Well I guess I wasn't sure if coming up with a raw # that reflects the probability of my hand winning at the showdown was useful to know as a kind of, I dunno, basis for determing how to proceed in that hand. So for example, that hand above has a 70% of winning against 3 opp holding w/ any random cards. Obviously, I'm not really going to assume all of my opponents will literally play w/ ATC all the time. But I wasn't sure if your thought process (in real time at the table) would be, like...

"Ok, I know that TPTK on a dry board vs 3 opponents is about ~70% ... and I know one of the villains has an average range and two of them are super nits ... so my equity is really got to be less than 70% ... probably more like 60% maybe ... I can't be sure (since I don't have PokerStove embedded in my brain) but it's definitely less ... so now if I bet, two will probably call, which give means my implied odds are ..." Well you get the idea.

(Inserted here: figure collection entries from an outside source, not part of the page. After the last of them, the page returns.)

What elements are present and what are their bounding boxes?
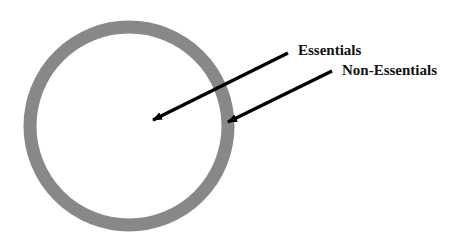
essentials-diagram: Essentials Non-Essentials (0, 0, 459, 246)
diagram-graphic (0, 0, 459, 246)
essentials-label: Essentials (298, 43, 361, 58)
non-essentials-arrow (228, 71, 332, 122)
non-essentials-ring (30, 27, 228, 225)
non-essentials-label: Non-Essentials (342, 63, 437, 78)
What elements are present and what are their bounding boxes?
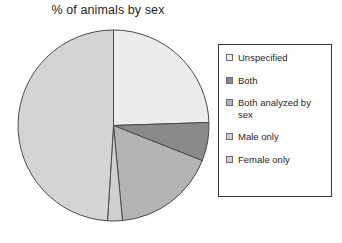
legend-item-both[interactable]: Both <box>219 75 331 87</box>
chart-title: % of animals by sex <box>0 3 216 17</box>
legend-item-unspecified[interactable]: Unspecified <box>219 52 331 64</box>
legend-swatch-icon-unspecified <box>226 54 233 61</box>
chart-legend: Unspecified Both Both analyzed by sex Ma… <box>218 44 332 197</box>
legend-label-unspecified: Unspecified <box>238 52 288 64</box>
pie-svg <box>16 28 211 223</box>
pie-slice-unspecified[interactable] <box>114 30 209 126</box>
pie-slices-group <box>18 30 209 221</box>
pie-plot-area <box>16 28 211 223</box>
legend-swatch-icon-male-only <box>226 133 233 140</box>
legend-label-female-only: Female only <box>238 154 290 166</box>
legend-label-male-only: Male only <box>238 131 279 143</box>
pie-chart-figure: % of animals by sex Unspecified Both Bot… <box>0 0 342 243</box>
legend-swatch-icon-female-only <box>226 156 233 163</box>
legend-label-both: Both <box>238 75 258 87</box>
legend-swatch-icon-both <box>226 77 233 84</box>
legend-swatch-icon-both-analyzed-by-sex <box>226 99 233 106</box>
legend-item-both-analyzed-by-sex[interactable]: Both analyzed by sex <box>219 97 331 120</box>
legend-label-both-analyzed-by-sex: Both analyzed by sex <box>238 97 327 120</box>
legend-item-male-only[interactable]: Male only <box>219 131 331 143</box>
legend-item-female-only[interactable]: Female only <box>219 154 331 166</box>
pie-slice-female-only[interactable] <box>18 30 113 221</box>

Basically, I'm just wondering about how the thought process works as you play a hand, and whether you start w/ a raw math-based equity %, then work through the strategy stuff after that. Does that make sense?

So yeah, there's my strategy/math answer without any numbers. I just don't know how you can usefuly seperate strategy and math.
Right, so maybe one doesn't proceed the other, but it's more of a chicken or-the-egg kind of thing.